DISCARD PILE: German Secret Weapons: Blueprint for Mars

Discard Pile reviews books that were recently withdrawn from the collection at the Barstow School in Kansas City, Missouri.

nazi mars weapons
nazi mars weapons

German Secret Weapons: Blueprint for Mars By Brian J. Ford
Ballantine Il
lustrated History of World War II; Weapons Book No. 5
Ballantine, 1969
$1.00
Dewey Number 943.086 FOR
Entered Barstow Library Oct. 24, 1978

A screaming comes across the library, and I hope I can compare it to a Pynchonian jollity.

I laughed out loud when I saw the cover of Brian J. Ford’s German Secret Weapons: Blueprints for Mars. And then I read it. Outwardly, the work appears to hold promises of advanced rocketry and hints that German scientists were looking to the stars, even thinking about aliens, as they went about their V-2 and Messerschmitt business to please their mustachioed boss.

Even though Ford — a prolific author, independent scientist and broadcaster — documents the Reich’s experiments with sound cannons, vortex-guns, pilotless gliders, rotary-wing kites and one-man submarines, he neither mentions the Red Planet nor the god of war. Such crushing disappointment aside, German Secret Weapons still delivers a payload of gearhead porn — fuel-mixtures, engine diagrams, wingspans, weights, speeds and ranges for any number of German planes, rockets, torpedos, and projectiles. Ford writes of the Natter developed by Herr Oberst Knemayer, who was under orders to build something to combat heavier Allied bombing. “His design was simple: He would take a rocket-powered near-sonic aeroplane, fit it out with armaments, blast it into the path of the bombers, and then let the pilot bale [sic] out.
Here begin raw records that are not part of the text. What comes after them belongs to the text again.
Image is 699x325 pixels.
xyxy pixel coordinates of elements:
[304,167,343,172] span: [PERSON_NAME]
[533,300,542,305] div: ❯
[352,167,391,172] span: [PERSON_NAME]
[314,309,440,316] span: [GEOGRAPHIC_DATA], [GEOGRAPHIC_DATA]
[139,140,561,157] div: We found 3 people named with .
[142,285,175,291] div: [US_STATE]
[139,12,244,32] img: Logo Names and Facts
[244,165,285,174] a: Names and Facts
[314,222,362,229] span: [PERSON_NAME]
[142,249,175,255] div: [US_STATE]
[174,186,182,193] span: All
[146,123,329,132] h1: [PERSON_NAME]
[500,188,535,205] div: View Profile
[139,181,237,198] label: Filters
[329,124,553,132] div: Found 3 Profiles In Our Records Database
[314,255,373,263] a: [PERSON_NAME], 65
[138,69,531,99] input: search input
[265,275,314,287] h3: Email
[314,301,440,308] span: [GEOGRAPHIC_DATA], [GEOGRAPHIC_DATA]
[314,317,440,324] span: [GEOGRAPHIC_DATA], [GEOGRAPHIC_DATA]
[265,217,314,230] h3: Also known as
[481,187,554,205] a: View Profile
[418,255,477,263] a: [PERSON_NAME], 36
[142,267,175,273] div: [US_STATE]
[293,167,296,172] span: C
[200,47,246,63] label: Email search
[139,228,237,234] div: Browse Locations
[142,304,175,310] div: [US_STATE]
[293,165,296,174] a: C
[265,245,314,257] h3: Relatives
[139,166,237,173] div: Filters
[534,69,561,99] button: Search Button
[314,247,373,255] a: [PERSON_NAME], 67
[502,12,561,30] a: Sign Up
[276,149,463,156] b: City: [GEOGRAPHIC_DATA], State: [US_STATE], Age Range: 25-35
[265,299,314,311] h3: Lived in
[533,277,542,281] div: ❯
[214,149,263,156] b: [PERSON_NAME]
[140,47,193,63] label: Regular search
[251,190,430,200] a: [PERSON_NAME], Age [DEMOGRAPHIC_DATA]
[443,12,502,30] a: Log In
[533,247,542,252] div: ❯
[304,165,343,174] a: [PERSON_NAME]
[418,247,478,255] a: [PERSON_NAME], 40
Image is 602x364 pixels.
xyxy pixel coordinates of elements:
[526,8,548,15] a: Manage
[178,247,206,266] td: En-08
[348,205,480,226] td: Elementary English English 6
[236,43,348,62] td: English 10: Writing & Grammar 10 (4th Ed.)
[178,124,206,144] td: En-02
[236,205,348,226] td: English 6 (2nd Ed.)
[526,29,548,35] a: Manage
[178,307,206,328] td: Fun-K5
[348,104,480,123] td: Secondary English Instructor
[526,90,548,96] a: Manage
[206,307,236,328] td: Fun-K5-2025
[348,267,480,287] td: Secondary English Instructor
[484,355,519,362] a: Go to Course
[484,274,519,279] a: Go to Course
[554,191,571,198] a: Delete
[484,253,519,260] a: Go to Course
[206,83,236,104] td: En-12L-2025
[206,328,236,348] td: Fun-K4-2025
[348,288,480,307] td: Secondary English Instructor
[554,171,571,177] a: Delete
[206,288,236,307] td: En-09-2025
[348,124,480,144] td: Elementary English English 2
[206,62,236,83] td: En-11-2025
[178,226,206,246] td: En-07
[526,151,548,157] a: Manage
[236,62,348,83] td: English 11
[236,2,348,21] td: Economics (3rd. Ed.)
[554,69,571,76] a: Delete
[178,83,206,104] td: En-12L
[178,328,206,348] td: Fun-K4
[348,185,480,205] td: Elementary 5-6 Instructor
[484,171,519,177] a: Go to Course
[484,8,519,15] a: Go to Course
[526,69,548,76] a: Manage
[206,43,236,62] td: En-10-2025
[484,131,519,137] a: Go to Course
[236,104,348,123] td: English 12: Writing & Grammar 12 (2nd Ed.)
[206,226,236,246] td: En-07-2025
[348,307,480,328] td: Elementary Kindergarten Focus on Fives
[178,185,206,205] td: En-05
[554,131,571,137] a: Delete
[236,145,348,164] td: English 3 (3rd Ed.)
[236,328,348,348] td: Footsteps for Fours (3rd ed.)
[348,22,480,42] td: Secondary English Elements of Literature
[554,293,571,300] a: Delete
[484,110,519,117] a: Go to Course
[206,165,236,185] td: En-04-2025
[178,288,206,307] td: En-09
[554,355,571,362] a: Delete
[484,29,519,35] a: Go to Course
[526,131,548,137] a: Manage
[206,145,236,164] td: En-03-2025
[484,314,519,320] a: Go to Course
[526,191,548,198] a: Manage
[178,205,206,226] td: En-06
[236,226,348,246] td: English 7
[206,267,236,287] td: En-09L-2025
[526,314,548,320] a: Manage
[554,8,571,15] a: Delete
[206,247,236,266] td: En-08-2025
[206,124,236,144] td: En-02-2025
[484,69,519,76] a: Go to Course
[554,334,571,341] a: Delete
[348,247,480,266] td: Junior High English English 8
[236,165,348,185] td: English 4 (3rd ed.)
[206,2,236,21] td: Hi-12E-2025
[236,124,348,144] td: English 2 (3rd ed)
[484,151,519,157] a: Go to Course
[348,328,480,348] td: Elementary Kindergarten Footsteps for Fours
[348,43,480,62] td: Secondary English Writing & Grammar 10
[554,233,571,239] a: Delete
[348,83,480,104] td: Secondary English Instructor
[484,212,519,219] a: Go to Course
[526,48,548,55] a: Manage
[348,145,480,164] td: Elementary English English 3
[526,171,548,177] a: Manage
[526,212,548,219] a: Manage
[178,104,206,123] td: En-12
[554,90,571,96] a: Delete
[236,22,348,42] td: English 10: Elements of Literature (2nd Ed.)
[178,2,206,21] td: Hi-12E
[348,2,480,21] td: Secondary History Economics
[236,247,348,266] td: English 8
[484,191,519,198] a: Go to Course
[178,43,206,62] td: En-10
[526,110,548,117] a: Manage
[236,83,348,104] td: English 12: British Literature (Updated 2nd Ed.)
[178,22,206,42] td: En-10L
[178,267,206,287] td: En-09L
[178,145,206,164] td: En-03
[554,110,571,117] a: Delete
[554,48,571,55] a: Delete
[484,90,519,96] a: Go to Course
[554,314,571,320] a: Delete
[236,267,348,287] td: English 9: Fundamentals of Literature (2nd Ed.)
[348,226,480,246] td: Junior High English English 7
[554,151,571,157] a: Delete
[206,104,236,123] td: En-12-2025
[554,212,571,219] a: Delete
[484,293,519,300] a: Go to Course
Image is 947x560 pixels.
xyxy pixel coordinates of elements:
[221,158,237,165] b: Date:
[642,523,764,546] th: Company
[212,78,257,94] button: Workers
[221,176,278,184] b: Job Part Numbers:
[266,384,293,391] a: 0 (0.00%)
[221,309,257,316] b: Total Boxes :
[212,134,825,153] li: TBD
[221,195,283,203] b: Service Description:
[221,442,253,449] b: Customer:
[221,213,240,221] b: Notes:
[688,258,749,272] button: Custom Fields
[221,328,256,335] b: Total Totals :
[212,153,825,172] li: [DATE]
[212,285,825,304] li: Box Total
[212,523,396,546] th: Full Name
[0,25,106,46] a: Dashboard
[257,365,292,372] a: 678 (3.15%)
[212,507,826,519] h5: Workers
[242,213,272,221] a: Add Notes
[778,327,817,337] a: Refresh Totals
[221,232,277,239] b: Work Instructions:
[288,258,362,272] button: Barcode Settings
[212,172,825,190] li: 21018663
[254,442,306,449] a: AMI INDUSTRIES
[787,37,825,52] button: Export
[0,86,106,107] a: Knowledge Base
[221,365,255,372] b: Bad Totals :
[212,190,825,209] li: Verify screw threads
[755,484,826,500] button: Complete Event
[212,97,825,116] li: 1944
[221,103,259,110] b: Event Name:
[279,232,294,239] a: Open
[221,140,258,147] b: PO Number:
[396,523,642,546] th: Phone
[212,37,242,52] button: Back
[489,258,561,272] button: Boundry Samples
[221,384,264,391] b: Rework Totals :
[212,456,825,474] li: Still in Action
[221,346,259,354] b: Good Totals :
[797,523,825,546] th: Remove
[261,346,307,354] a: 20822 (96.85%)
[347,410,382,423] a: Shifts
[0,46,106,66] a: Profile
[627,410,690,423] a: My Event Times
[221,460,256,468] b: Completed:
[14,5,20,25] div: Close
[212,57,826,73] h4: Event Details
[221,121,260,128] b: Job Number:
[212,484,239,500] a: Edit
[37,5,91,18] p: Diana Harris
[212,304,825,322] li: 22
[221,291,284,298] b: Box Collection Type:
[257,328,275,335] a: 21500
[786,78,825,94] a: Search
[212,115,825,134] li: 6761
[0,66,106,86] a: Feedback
He, and the aircraft, would be recovered subsequently.”

Of course, it didn’t work. The one test flight of the Natter went haywire and left the plane and the pilot in pieces. Repeatedly, Ford gives us an array of facts, descriptions, pictures, illustrations, code names, and scientific information about all sorts of German materiel. He wastes little time on the insignificant matter of the destruction wrought by such weaponry.

german mars invasion

Early on, the Germans threw money at weapons R & D, spending $120 million to establish a secret base at Peenemunde in 1937; there, they worked on all matters of rocketry. We do learn, though, that the scientists at Peenemunde had to respond to the political whims of nearly anyone in charge — be it a General, civilian factotums, competing scientists or even The Fuhrer.

Ford draws a portrait of bureaucratic buffoonery that would challenge a university English department’s dysfunction.

Ford also documents ignored orders, threats, budgetary backstabbing, stunning incompetence, and the slow death of promising projects to utter administrative indifference.

Ford approaches his craft with an unmistakable British fustiness — workmanlike prose, clear organization and a thorough lack of drollery. His title leads one to hope for X-Files skullduggery involving Antarctic caves, green men, and maybe some crystal skulls. Instead he gives us specifications of weapon after weapon, and a host of pictures of planes and rockets screaming across a Teutonic sky.